More snow and an alert

Feb. 17, 1863. “Tuesday,” Spartan Band quartermaster clerk William H. Hill recorded. “Commenced snowing at daylight this morning and continued all day. The snow was 10 inches deep at night.”

The 17th Mississippi’s Private Robert A. Moore disagreed on the depth:

“A heavy snow-storm has been blowing all day. But the ground was wet & it is now but 3 inches deep. A part of our forces are now leaving and going towards Richmond.”

According to Hill, on Wednesday, the 18th, the departures were Pickets Division “gone to Hanover Junction” and Hood’s Division “gone to Richmond.”

Meanwhile, he added: “Other portions of the army are leaving daily. It is rumored that our Brigade will leave in a few days. The soldiers would much rather remain here until the spring as they are comfortably fixed in these warm houses.”

On Feb 22nd, division commander Gen.

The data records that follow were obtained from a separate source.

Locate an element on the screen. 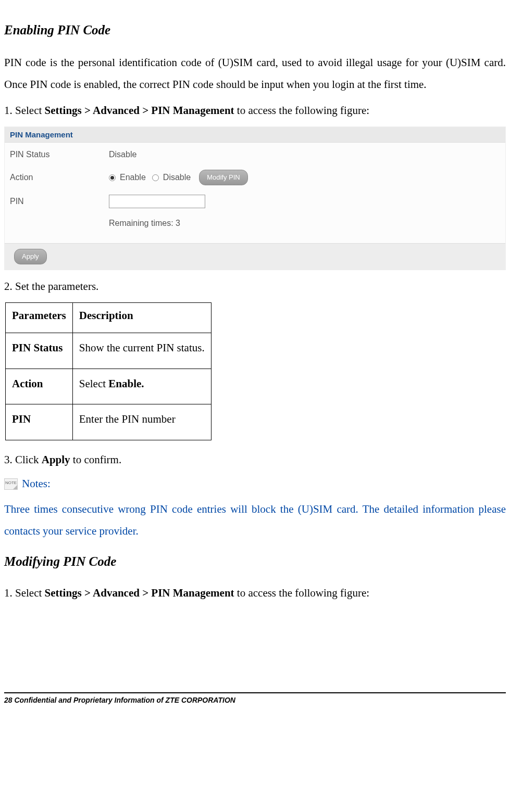 Image resolution: width=510 pixels, height=812 pixels. th-description: Description is located at coordinates (142, 318).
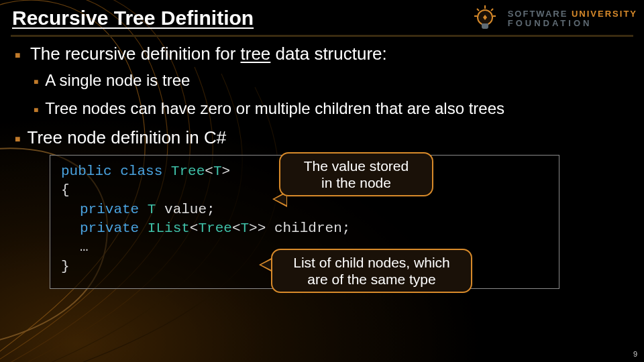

Lafayette McLaws wrote his wife, Emily, about yet more snow, its effect on the army’s movement and the enemy’s apparent intentions:

“…we have about a foot of snow over the whole country and this after, just after the thaw of a snow of equal depth. It looks like it will snow again to night, but I suppose it will clear off tomorrow and commence to thaw again, which added to the other one which will now be made available to increase the impassibility of the roads, will render the country a complete quagmire, and all the streams will be swollen beyond fording.”

Three Union corps, meanwhile, “have left our front,” McLaws wrote. He said they were moved by steamboat down to Newport News and Fortress Monroe, though whether they were to go on for operations farther south or make another attack on Richmond up the peninsula was unknown.

About Dick Stanley

Retired Texas daily newspaperman
This entry was posted in Barksdale's Mississippi Brigade, Fredericksburg, Gen. Lafayette McLaws, The Spartan Band, William H. Hill Diary and tagged , . Bookmark the permalink.